By University of Phoenix
With the vast majority of University of Phoenix’s student population pursuing higher education completely online, the physical isolation from classmates can sometimes make the experience a little lonely.
But a virtual gathering developed by the University has helped foster a robust online community that is helping meet students’ social and academic needs.
In December 2016, the University’s Social Media Team was seeking a way to encourage students to finish their schoolwork before the holiday break. They decided to create an online Facebook study session that quickly grew into a robust networking community for their students. After seeing there was a demand for this type of networking, the team transformed the event into monthly sessions that allow UOPX’s adult learners to gather together to ask questions about schoolwork, share their experiences of what they’ve learned, and even get support from fellow students and alumni.
Kitty Lang, a UOPX social media community manager, said the Facebook study sessions are a great platform for like-minded students, who are primarily working adults balancing multiple obligations, to gather and connect with one another.
“The study sessions allow [adult learners] to build and foster a sense of community together, and let them know we’re here to support them so they don’t ever feel isolated,” said Lang, who added that her team fondly refers to their students and alumni as the “#PhoenixFamily.” “The sessions are a way for them to network and connect, meet a new friend or study buddy, get some homework done and reach out for support and motivation.”
Subjects discussed during the sessions cover a wide range and can prompt deep academic discussions. Study session participants also share resources, advice, and even reveal their hopes and dreams for academic success and their future careers after graduation. But conversations also deviate.
Every month there is a new study session theme, to guide participants to intended outcomes for sessions, and, from there, the conversation organically takes its course. Lang shared recent topics including stress awareness, late-night motivation, balancing school with the holidays, and overcoming study fears.
Some of the discussion threads are about study tips or useful subjects like time management. But they’re also laid back and even described by student participants, like Adriel Bratton, as fun.
“I got some good study tips, a way to outline assignments, a calendar, but the study sessions are really more of a study break,” said Bratton, who graduated from UOPX with a Bachelor of Science in Management. “It helps you to get through the work.”
Bratton keeps coming back to the Facebook study sessions to reconnect with the UOPX community he knew as an undergraduate, to share study techniques he has learned and to help the next cohort of students succeed in their programs.
“Sometimes I come back just for the uplift I get from being part of the discussion,” he added.
The November 2019 “Join our table” session held just before Thanksgiving featured a discussion on time management. Students shared tips that ranged from “Write it down in order of priority” and “Don’t sweat the small stuff,” to “Schedule your procrastination time.”
As they logged in, participants found a thread to introduce and describe themselves. On another thread, they shared their ambitions and motivations — the reason they pursued higher education. There was even a thread on the #StudySessionPlaylist — a Spotify playlist set up by the UOPX team to accompany the online session.
The Social Media Team plans to continue developing engaging content for the events.
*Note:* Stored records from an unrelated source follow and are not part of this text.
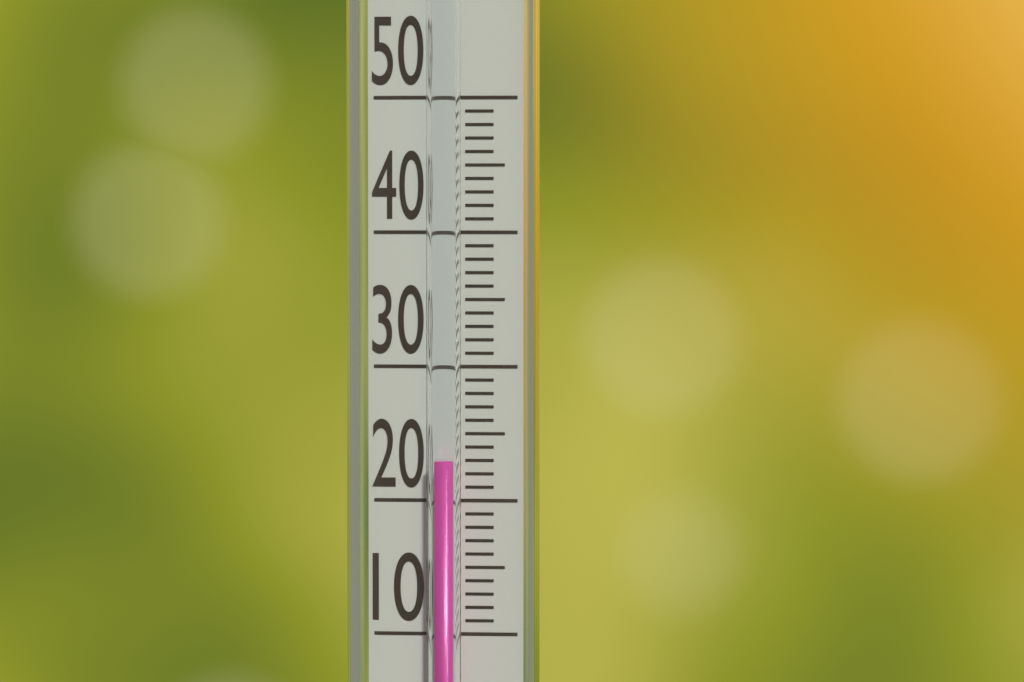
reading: 23 (no unit)
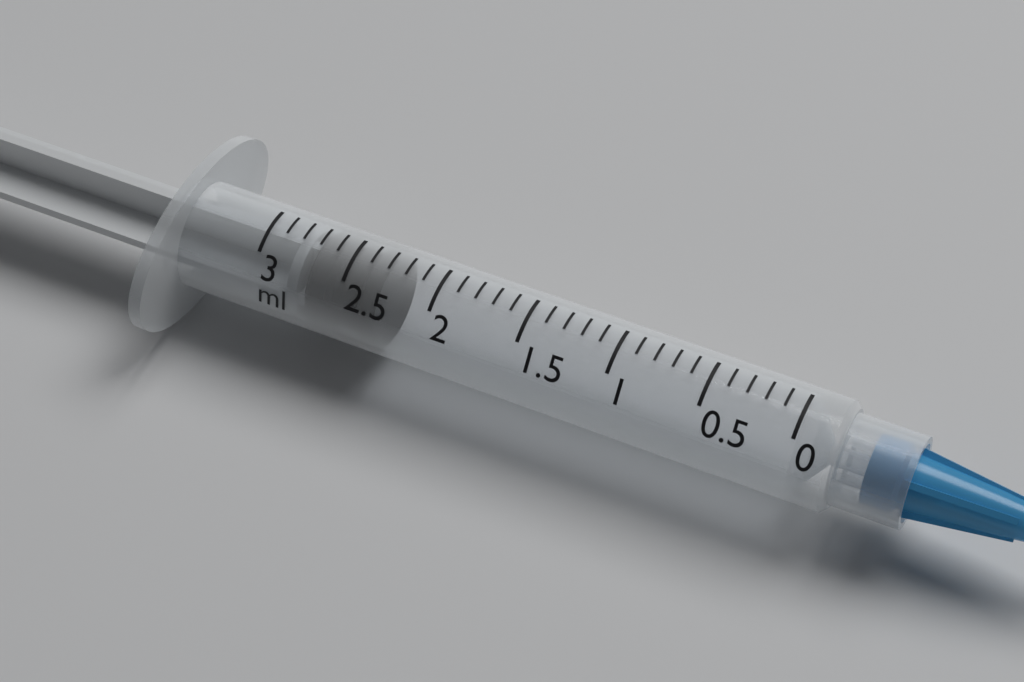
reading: 2.3 ml
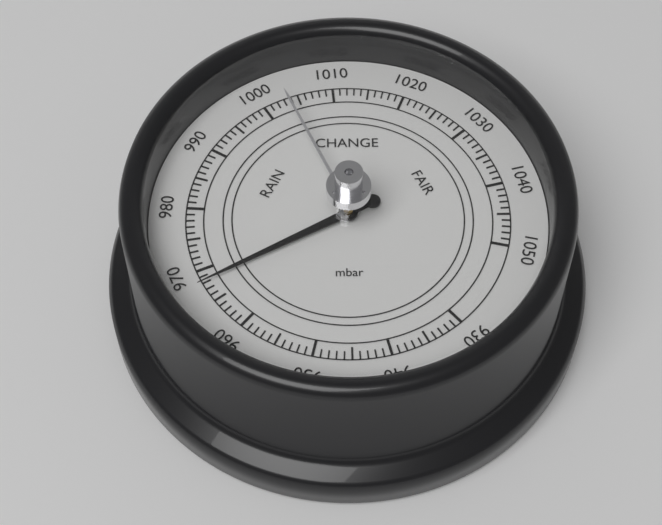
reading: 968 mbar
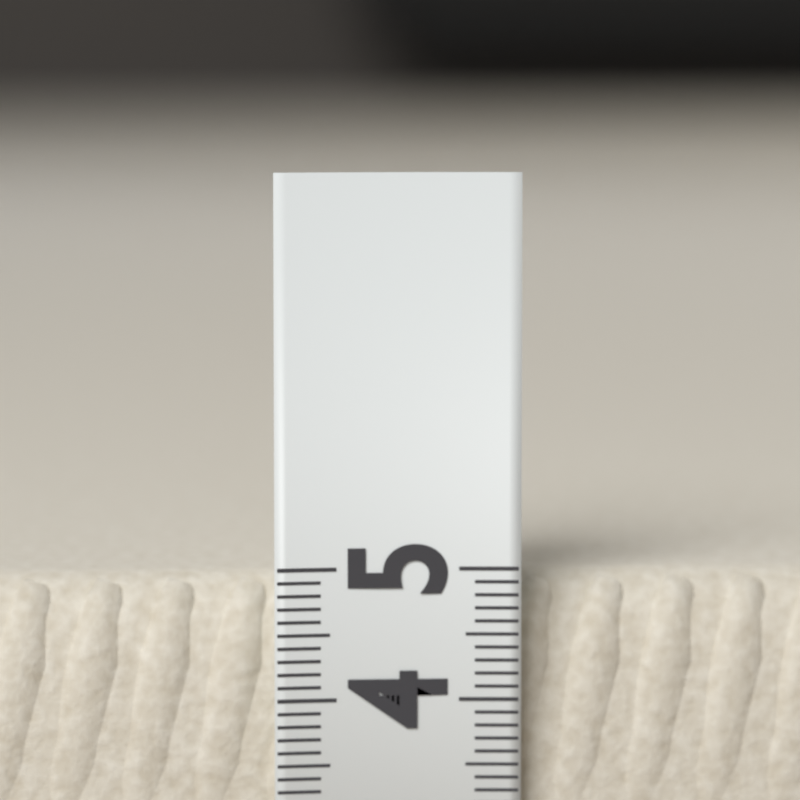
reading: 4.9 (no unit)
They have also started a similar series, the quarterly New Student Networking Mixer, specifically geared toward new students.
Kari Dopkins, who has just completed her undergraduate program in Early Childhood Education, has participated in the Facebook study sessions and said that they do exactly what they’re intended to do — create a supportive environment where students can mingle socially and academically.
What makes the program a success is that the student participants get so much out of it. It’s more than study tips and an online party. Dopkins said she made lifelong friends with others in the same program, who are all from widely dispersed places. Dopkins hails from South Carolina, and through the study sessions, bonded with a UOPX student located in South Korea, and another in Australia.
“The study sessions are a fun, inventive way of building a sense of community when you’re in an online university environment,” Dopkins said.